A Hymn of Joy!
Eighteenth Day of Advent. Thursday, December 18, 2025
Dear friends,
Christmas Eve holds a special place for us. The evening worship service is filled with Scripture lessons, carols, hymns, and candlelighting. The highlight of the evening is when the room goes dark, we light our hand-held candles, and sing Silent Night. Then, the lights are turned on, we extinguish our candles, and sing “Joy To The World.”
Joy to the world, the Lord is come. Let earth receive her king.
Let every heart prepare him room, and heaven and nature sing…!
This entire sequence is the highlight of the evening! Part of it was made possible through the work of Isaac Watts, a pastor and theologian, who wrote "Joy To The World." He was born during a time and in a place marked by persecution and upheaval. Several times, his father was imprisoned for refusing to conform to the Church of England. Watts grew up witnessing nonconformist families like his facing fines, exclusion, and threats of violence. He lived through decades of war with France that kept the nation anxious about invasion and survival.

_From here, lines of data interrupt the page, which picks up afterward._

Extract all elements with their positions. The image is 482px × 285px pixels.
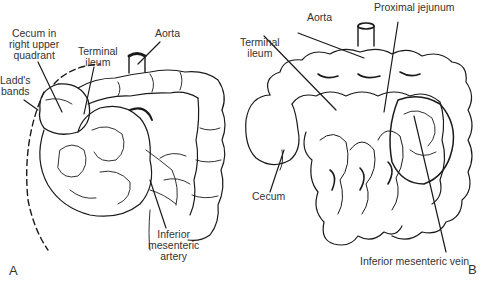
label-line: artery	[148, 251, 199, 262]
panel-letter-b: B	[468, 262, 477, 277]
label-inferior-mesenteric-artery: Inferior mesenteric artery	[148, 229, 199, 262]
anatomy-figure: Cecum in right upper quadrant Terminal i…	[0, 0, 482, 285]
label-line: bands	[0, 86, 31, 97]
label-line: ileum	[240, 48, 280, 59]
label-line: ileum	[78, 57, 118, 68]
label-terminal-ileum-a: Terminal ileum	[78, 46, 118, 68]
label-aorta-a: Aorta	[155, 28, 180, 39]
label-cecum-b: Cecum	[252, 191, 285, 202]
label-ladds-bands: Ladd's bands	[0, 75, 31, 97]
label-cecum-rug: Cecum in right upper quadrant	[9, 28, 59, 61]
panel-letter-a: A	[9, 263, 18, 278]
label-proximal-jejunum: Proximal jejunum	[374, 2, 455, 13]
label-inferior-mesenteric-vein: Inferior mesenteric vein	[360, 256, 469, 267]
label-line: quadrant	[9, 50, 59, 61]
panel-a-drawing	[24, 42, 225, 250]
label-aorta-b: Aorta	[307, 12, 332, 23]
label-terminal-ileum-b: Terminal ileum	[240, 37, 280, 59]
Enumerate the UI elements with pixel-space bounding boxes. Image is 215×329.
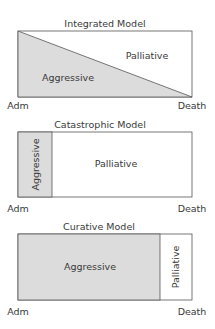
palliative-label: Palliative: [170, 246, 181, 289]
axis-start-label: Adm: [7, 203, 29, 214]
axis-end-label: Death: [178, 203, 207, 214]
aggressive-label: Aggressive: [64, 261, 116, 272]
panel-title: Curative Model: [63, 221, 135, 232]
aggressive-label: Aggressive: [30, 138, 41, 190]
palliative-label: Palliative: [95, 158, 138, 169]
aggressive-label: Aggressive: [42, 72, 94, 83]
care-models-diagram: Integrated Model Aggressive Palliative A…: [0, 0, 215, 329]
axis-end-label: Death: [178, 100, 207, 111]
palliative-label: Palliative: [126, 50, 169, 61]
panel-title: Integrated Model: [64, 18, 145, 29]
axis-start-label: Adm: [7, 100, 29, 111]
curative-model-panel: Curative Model Aggressive Palliative Adm…: [7, 221, 206, 317]
catastrophic-model-panel: Catastrophic Model Aggressive Palliative…: [7, 119, 206, 214]
panel-title: Catastrophic Model: [54, 119, 146, 130]
axis-start-label: Adm: [7, 306, 29, 317]
integrated-model-panel: Integrated Model Aggressive Palliative A…: [7, 18, 206, 111]
axis-end-label: Death: [178, 306, 207, 317]
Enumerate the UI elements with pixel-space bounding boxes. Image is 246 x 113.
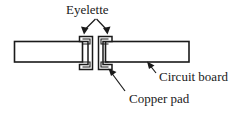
copper-pad-label: Copper pad xyxy=(129,91,190,106)
eyelette-label: Eyelette xyxy=(66,2,109,17)
diagram-canvas: Eyelette Copper pad Circuit board xyxy=(0,0,246,113)
circuit-board-label: Circuit board xyxy=(159,69,228,84)
eyelet-circuit-board-diagram: Eyelette Copper pad Circuit board xyxy=(0,0,246,113)
circuit-board-leader xyxy=(147,62,156,74)
copper-pad-leader xyxy=(109,69,126,92)
eyelette-leader xyxy=(81,19,111,35)
left-circuit-board xyxy=(15,42,83,63)
right-circuit-board xyxy=(106,42,190,63)
copper-pad-leader-line xyxy=(112,74,125,92)
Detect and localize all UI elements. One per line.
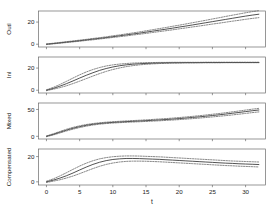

Yet, from age fifteen, when he committed his life to Christ, Watts developed something remarkable: a deeply personal trust in Him that overflowed not with bitterness but in praise. Even as chronic illness limited Watts and kept him from preaching for long stretches, his inner life was marked by gratitude, serenity, and confident hope. His joy was not naive or escapist—it was joy that understood suffering from within, joy shaped by contemplating the cross, joy rooted in the reign of Christ over all earthly powers.
He found the psalm-singing of his time cold and stifling. He began writing hymns with biblical depth that expressed emotions, helping Christians know their faith through love, wonder, and joy. He paraphrased the Psalms, coupling them to the good news of the New Testament. “Joy to the World” came from that effort. Watts saw the words not as a celebration of escapism, but as a declaration of Christ’s reigning presence and future return. Watts's hymn was full of joyful, kingdom-centered hope, viewing hardships through the eyes of the one who is already Lord and who will come again to renew all things.
This Advent, as we wait for Christ’s coming, Watts invites us to sing with joy. Let’s light our candles and prepare our hearts to nurture joy. The world around us may seem as chaotic as his England was, and our bodies and circumstances may struggle as his did. But the same Christ who supported Watts through imprisonment, revolution, and illness is the Christ we’re waiting for. Our joy comes from the truth that Jesus will reign, that his love has already defeated death, and that every upheaval on earth is in his sovereign power. This Advent, let’s sing with Watts because Christ is King, and that makes all the difference in our world and the world to come.